My father likes to think he's an amazing chef... an opinion he flaunts without fail every time he makes his homemade tteok-bokki (a Korean street food made with spicy rice cakes, scallions, and fishcakes.)
But when I say my father makes it, I really mean my mother makes it.
As he watches the football game, the basketball game, or whatever sport is in season, my mother is in the kitchen dutifully preparing all of the ingredients: She hauls the bulky bag of rice cakes from the fridge we have downstairs dedicated just for Korean food. She tediously peels garlic cloves one at a time before chopping them up into fine pieces. She washes and slices the wax-covered scallions — sometimes long ways, sometimes at an angle depending on how she's feeling — and makes the extra effort to stir-fry the fish cakes in a glossy, gurgling coating of soy sauce and sesame oil. And once everything is pre-measured and prepared in nice little bowls, that's when my father can begin to demonstrate his skill of knowing exactly when to stop mixing everything together, which is the most critical step, according to him.
He may not be able to admit it, but I know my father cannot make this dish without my mother.
But that isn't to say she could do everything on her own if she wanted to either. My father is the only one tall enough to reach the wok that's stored above the refrigerator. He's also the only one tall enough to reach the seasonings on the top shelf of the spice cabinet. Why does my mother put things in places she cannot reach? I do not know. So, she couldn't make this dish without him either.
My mother needs my father to get the wok and the spices. My father needs my mother to prepare the ingredients. They both need me and my siblings to eat the food. And after a long day of living our separate lives occupied by individual responsibilities, we all crowd around the kitchen where the savory steam fills the room with an external warmth that matches the one within all of us. And amid the chaos of crisscrossing arms, clashing chopsticks, and splattering soup, I admire the fishcakes swimming around scallion sedges and rice cake logs in their red gochujang pond, and I take a moment to remember that we all need each other.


• [Task brief]
Using the listing that follows, filter out every line lacking the string "raised" and return the rest.

• [Dataset extract]
◆ ◆ ◆ ◆ ◆

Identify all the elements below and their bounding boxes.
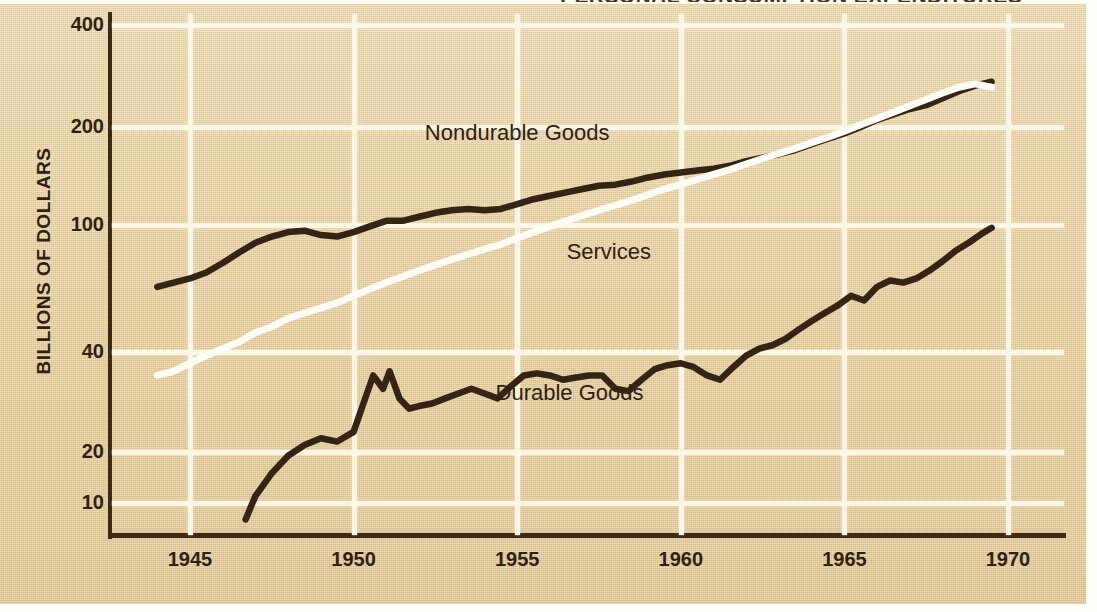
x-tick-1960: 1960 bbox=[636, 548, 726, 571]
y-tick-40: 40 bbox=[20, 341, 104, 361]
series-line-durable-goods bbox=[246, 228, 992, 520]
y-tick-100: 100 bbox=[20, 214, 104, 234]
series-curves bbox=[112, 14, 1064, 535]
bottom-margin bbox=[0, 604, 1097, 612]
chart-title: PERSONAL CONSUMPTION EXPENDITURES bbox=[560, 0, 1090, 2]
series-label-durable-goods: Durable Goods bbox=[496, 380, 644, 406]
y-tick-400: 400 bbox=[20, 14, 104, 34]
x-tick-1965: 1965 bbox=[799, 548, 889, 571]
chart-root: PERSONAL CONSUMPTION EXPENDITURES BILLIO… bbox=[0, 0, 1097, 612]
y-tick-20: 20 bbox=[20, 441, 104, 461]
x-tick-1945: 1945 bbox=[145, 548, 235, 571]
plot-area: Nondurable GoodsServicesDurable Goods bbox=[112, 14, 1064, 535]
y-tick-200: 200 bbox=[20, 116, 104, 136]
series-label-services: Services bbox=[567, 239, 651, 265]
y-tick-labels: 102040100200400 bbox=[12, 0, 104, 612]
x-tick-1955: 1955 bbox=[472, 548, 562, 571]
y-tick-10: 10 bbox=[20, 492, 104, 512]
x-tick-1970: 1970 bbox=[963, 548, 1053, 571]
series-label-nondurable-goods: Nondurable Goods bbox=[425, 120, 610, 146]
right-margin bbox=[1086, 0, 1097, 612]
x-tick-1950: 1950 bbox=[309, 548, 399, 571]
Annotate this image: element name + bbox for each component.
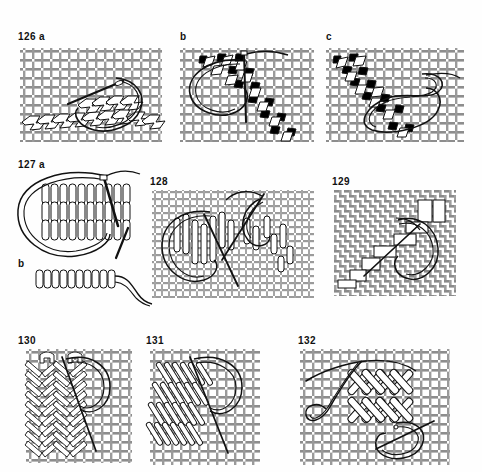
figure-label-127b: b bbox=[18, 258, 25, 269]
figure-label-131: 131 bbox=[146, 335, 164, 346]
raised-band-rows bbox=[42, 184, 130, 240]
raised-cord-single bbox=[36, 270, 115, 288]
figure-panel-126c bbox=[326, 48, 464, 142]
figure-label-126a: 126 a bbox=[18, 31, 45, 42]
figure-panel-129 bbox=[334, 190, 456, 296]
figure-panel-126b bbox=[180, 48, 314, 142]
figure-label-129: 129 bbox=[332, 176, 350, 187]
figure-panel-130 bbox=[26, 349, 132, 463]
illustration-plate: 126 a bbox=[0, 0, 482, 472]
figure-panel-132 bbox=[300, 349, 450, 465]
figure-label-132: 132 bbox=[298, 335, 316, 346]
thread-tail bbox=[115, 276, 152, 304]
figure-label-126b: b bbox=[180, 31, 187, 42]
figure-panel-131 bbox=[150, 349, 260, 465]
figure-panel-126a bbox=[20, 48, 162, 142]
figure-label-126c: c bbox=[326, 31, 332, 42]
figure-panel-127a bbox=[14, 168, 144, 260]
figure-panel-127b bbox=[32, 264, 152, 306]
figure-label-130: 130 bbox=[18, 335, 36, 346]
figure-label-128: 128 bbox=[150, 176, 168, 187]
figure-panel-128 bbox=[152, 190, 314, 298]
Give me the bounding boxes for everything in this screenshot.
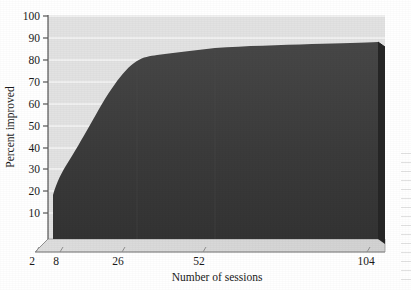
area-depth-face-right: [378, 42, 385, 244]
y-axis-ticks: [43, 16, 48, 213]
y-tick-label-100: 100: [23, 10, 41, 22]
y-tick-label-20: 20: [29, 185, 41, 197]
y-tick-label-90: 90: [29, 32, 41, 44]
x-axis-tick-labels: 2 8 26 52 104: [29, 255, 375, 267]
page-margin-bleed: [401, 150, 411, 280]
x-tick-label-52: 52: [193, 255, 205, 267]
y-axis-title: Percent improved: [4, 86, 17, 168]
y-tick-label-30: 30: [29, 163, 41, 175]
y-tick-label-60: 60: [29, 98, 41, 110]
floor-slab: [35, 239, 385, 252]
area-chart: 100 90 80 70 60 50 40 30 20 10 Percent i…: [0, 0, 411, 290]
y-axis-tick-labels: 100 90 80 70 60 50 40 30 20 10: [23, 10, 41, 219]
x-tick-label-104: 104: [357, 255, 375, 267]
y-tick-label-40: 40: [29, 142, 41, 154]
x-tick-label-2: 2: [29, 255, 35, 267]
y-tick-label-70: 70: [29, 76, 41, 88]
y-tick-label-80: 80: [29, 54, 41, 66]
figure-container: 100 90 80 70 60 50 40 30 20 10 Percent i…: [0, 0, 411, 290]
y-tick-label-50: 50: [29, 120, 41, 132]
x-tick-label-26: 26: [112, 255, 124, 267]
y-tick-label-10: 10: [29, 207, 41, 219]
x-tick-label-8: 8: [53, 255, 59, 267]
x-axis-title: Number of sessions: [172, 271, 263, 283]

◆ ◆ ◆ ◆ ◆

• [Output of the task]
raised-band-rows bbox=[42, 184, 130, 240]
raised-cord-single bbox=[36, 270, 115, 288]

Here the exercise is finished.